Known as the Proust Effect, memories can come back to you in an instant based on a familiar scent. It turns out your olfactory (smelling) system is very close to the memory hub in the brain. You likely won’t have a chance to use this with a teacher in a classroom, but try an essential oil while you memorize vocabulary and then wear the same scent when you go into class for the assessment! 

For the sake of studying, the senses that will be the most helpful to you are sight (anything you can take in visually), hearing (anything you can take in aurally), speech (repeating information, in your own words), and manipulating information. 
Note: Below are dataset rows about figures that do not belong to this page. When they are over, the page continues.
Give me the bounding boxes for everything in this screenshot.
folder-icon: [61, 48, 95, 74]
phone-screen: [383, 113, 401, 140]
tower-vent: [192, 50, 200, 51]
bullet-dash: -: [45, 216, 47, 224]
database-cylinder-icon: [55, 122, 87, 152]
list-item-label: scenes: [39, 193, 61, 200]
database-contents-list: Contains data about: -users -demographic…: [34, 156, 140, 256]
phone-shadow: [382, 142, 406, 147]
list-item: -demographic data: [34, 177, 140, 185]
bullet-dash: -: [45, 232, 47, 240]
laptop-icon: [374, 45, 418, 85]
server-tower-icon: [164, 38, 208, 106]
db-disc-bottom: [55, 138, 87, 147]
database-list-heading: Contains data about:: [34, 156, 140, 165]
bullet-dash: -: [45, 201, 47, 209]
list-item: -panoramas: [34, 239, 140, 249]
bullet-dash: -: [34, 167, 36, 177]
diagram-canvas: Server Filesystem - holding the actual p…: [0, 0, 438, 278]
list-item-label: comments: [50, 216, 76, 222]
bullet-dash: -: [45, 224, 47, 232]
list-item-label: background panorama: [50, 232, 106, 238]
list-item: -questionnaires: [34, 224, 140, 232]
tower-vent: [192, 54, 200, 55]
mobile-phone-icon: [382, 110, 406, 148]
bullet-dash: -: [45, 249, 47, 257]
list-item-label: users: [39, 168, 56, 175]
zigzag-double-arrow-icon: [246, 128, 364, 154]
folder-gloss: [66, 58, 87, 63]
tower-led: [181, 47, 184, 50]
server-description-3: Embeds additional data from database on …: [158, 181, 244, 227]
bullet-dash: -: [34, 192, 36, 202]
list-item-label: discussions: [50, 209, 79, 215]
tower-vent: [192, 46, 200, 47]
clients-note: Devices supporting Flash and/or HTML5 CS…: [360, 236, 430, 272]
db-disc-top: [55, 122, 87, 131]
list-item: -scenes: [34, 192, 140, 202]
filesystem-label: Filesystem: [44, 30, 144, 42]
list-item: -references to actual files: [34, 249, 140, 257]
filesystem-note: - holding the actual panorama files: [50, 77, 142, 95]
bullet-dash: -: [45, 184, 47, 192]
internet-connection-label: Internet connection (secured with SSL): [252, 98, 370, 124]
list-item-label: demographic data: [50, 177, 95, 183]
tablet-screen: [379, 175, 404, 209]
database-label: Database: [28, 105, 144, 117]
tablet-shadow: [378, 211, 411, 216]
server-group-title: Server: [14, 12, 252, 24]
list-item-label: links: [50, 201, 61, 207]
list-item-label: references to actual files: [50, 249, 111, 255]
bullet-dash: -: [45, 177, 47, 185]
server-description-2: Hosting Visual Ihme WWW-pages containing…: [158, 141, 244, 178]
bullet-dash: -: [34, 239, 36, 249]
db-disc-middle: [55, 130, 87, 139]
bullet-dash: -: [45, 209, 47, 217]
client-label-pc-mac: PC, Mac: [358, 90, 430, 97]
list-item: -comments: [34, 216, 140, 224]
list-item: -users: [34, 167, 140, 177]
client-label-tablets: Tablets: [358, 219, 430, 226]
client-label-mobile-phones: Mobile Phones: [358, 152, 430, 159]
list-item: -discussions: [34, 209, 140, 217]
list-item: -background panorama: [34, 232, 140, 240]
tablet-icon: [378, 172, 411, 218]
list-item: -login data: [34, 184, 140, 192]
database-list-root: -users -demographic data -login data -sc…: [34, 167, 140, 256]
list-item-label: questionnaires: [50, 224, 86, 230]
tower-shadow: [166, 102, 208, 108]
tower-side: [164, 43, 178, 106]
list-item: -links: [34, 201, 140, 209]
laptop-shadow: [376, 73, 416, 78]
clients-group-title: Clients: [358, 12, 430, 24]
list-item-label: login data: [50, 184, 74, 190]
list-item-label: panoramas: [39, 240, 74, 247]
“Manipulating information” doesn’t sound like a sense, does it? But we can manipulate information by physically acting it out (touch/kinesthetics), or we can manipulate information by changing it in some way to make sense of it (think flashcards, acting it out, taking awesome notes). 

The best learning happens when we use at least two of these senses, turning our learning into a multi-sensory experience. Learning a new word? Write the definition and also turn it into a visual. Or perhaps say it in a funny accent and “air write” it in the air. Maybe watch a video about the topic on YouTube, and then have your friend quiz you about it.

Pacific Learning Academy tutors attend professional development training throughout the year and recently we had the pleasure of welcoming Erin Wilson of Seattle Success Coaching. Erin spoke to us about the Study Senses and about the power of utilizing at least two senses to tackle new and reviewed information. She encouraged us to help our students brainstorm very specific ways to study. Rather than “study chapter 5 in the Biology textbook,” students should be able to identify at least two ways they will study. For example, you might say “summarize every two pages on to one sticky note” and “write a rap about thermodynamics” or “physically act out the rule of tonicity.” Your brain LOVES to experience the same information in new ways, so entertain it with ideas from the senses.

Which of these Sensing Verbs sounds like something you could apply to your own studies?

Notice how many of these verbs can be in more than one category! 

  • Sight: draw, transcribe, paint, diagram, mind map, sculpt, map, animate, record
  • Hearing: listen to a lecture, poetry, rap, rhymes, use background music
  • Speech: present, lecture, teach others, speak in a funny accent, poetry, rap, rhyming, shout
  • Manipulation: make flashcards, reorganize, summarize, teach, paraphrase, diagram, annotate

If you’re a teacher or an instructor, you might consider bringing the senses to your students’ homework or in-class activities list. If you’re a student, create an environment where you are constantly looking for new ways to excite your brain. Having “show and study tell” at the beginning of a lesson, or with parents, is an excellent way to not only experience new ways of studying but to share those with those that are eager to hear about your success. 

Happy Studying! 

 

Want to hear more about Accredited Middle & High School classes, academic support (Tutoring), The SAT/ACT Diagnostic Comparison Test, or test prep?

 

Pacific Learning Academy is a one-on-one school offering single courses and dual enrollment, as well as full-time middle and high school. Pacific Learning Academy is Washington State Approved via the Office of Superintendent of Public Instruction (OSPI — see listings HERE) and a nationally Accredited private school via AdvancED/Northwest Accreditation Commission (NWAC). High School coursework is approved by the National Collegiate Athletic Association (NCAA). We also offer tutoring in all subjects from 6th to 12th grade, including test prep, either in-home or local libraries across the Eastside (Issaquah, Sammamish, etc…).